Tinsel and trees aside, of all the things that stoke the embers of Yuletide, probably foremost is a heartwarming seasonal tale. Most often these are fabricated by Hollywood or gifted fiction writers ... but sometimes you find an uplifting story filled with Christmas spirit that just happens to be real. Here’s one, right from our own backyard ...
Harold and Pearl Taverner, along with their children, were among the last people to reside in the hamlet of Lewisham, southeast of Barkway. Most families had long since moved away by the 1930s, but the Taverners endured.
The decision to remain meant life was often a struggle. The Taverners were subsistence farmers in the truest sense of the term, living almost entirely off the land – the farm or the woods beyond. They never had a tractor, let alone a car, so everything was done by hand or horse power. Harold earned a few dollars guiding deer hunters in the autumn, rented out a cabin to anglers, and worked at logging camps during the winter.
Money problems always hung like a dark cloud over the family. Pearl had to stretch meager earnings as far as she could, but it never seemed enough. Sometimes, despite their best efforts, there just wasn’t any money.
Ironically, the heartbreak of “going without” would spawn a truly heartwarming, almost magical, memory.
While every year seemed a struggle, this one year – it probably would have been in the 1930s – was particularly trying. Things were dire. Pearl had always been able to tuck away some money for Christmas presents for the kids, but not this year. She had tried, but just couldn’t manage.
The thought of her little ones waking up to find no presents under the tree was devastating. So, on Christmas Eve, she scraped together some coins and handed them to Harold. Go to the store, she implored, and get some candy so the kids could still believe in Santa Claus.

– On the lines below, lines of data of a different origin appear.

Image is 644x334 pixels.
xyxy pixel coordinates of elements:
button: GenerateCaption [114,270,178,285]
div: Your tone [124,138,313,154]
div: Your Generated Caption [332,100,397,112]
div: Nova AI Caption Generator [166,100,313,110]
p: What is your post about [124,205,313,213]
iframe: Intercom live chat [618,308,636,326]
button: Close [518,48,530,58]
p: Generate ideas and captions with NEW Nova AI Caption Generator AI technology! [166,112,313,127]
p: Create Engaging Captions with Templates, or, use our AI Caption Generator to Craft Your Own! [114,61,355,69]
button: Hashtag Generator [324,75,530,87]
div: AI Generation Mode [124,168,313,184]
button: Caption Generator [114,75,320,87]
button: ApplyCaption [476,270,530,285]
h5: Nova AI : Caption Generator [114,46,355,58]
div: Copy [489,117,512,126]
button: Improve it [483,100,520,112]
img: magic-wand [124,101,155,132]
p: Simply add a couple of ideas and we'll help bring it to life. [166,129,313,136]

Off Harold goes, crunching through the snow, no doubt eyeing the few measly coins and feeling miserable knowing just how little candy it would get him. He trudges into the store downcast, but his mood swings to euphoria when he finds himself staring at by a mound of gifts waiting for him, one per child. The presents had just arrived that day, courtesy of one of the wealthy American sportsmen Harold guided every year.

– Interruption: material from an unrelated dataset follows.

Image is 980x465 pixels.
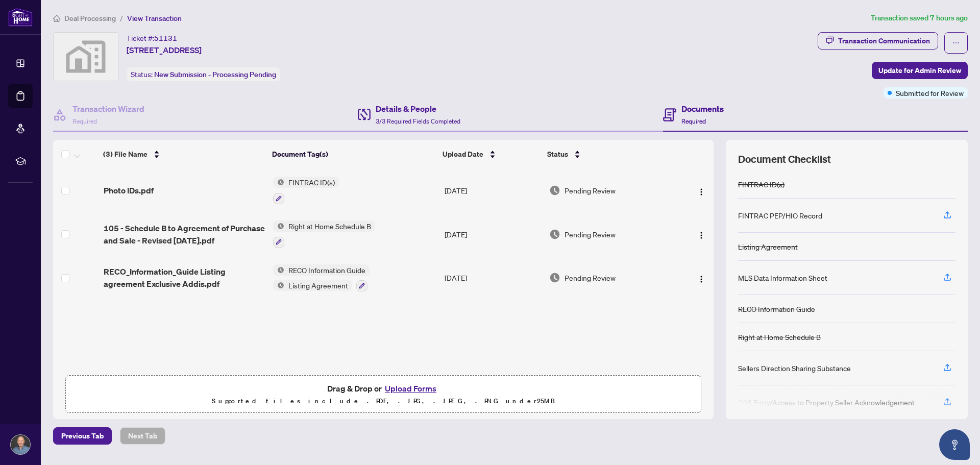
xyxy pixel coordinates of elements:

Harold scooped them up and raced home in excitement. Pearl broke out in happy tears at the sight of the gifts wrapped in ribbon and bows. A notably pious woman, Pearl thanked God for bringing some happiness to her children.
Thereafter, whenever a child questioned whether Santa existed Pearl would insist that he did. She knew he did, she would say, because she had witnessed his magic firsthand.

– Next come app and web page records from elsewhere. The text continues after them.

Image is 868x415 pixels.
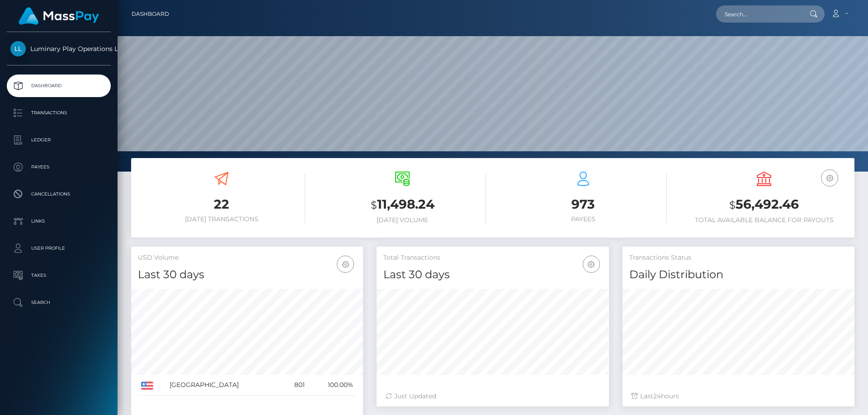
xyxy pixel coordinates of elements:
[681,195,848,214] h3: 56,492.46
[10,296,107,309] p: Search
[319,195,486,214] h3: 11,498.24
[138,195,305,213] h3: 22
[629,267,848,283] h4: Daily Distribution
[10,161,107,174] p: Payees
[138,254,356,262] h5: USD Volume
[729,198,736,212] small: $
[10,187,107,201] p: Cancellations
[7,102,111,124] a: Transactions
[132,5,169,24] a: Dashboard
[141,382,154,390] img: US.png
[7,75,111,97] a: Dashboard
[308,375,356,396] td: 100.00%
[7,291,111,314] a: Search
[10,133,107,147] p: Ledger
[319,217,486,224] h6: [DATE] Volume
[7,265,111,287] a: Taxes
[10,269,107,283] p: Taxes
[7,210,111,233] a: Links
[384,254,602,262] h5: Total Transactions
[282,375,308,396] td: 801
[681,217,848,224] h6: Total Available Balance for Payouts
[10,79,107,93] p: Dashboard
[653,392,661,400] span: 24
[10,106,107,120] p: Transactions
[499,195,666,213] h3: 973
[7,129,111,151] a: Ledger
[7,45,111,53] span: Luminary Play Operations Limited
[166,375,282,396] td: [GEOGRAPHIC_DATA]
[138,267,356,283] h4: Last 30 days
[371,198,377,212] small: $
[7,156,111,179] a: Payees
[19,7,99,25] img: MassPay Logo
[7,183,111,206] a: Cancellations
[632,392,845,402] div: Last hours
[499,216,666,223] h6: Payees
[138,216,305,223] h6: [DATE] Transactions
[7,237,111,260] a: User Profile
[10,215,107,228] p: Links
[716,6,801,23] input: Search...
[10,242,107,255] p: User Profile
[10,41,26,57] img: Luminary Play Operations Limited
[386,392,599,402] div: Just Updated
[629,254,848,262] h5: Transactions Status
[384,267,602,283] h4: Last 30 days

In 1950, aging and tiring, the difficulty of life in Lewisham wearing them down, Harold and Pearl moved the short distance to Barkway. They took with them the cherished memory of that Christmas long ago.
Pearl would retell the tale every holiday season for the remainder of her years, and it continues to be retold by descendants today.
Not every heartwarming Christmas story is found on The Hallmark Channel.
Andrew Hind can be reached at maelstrom@sympatico.ca
From the pages of Muskoka Life magazine.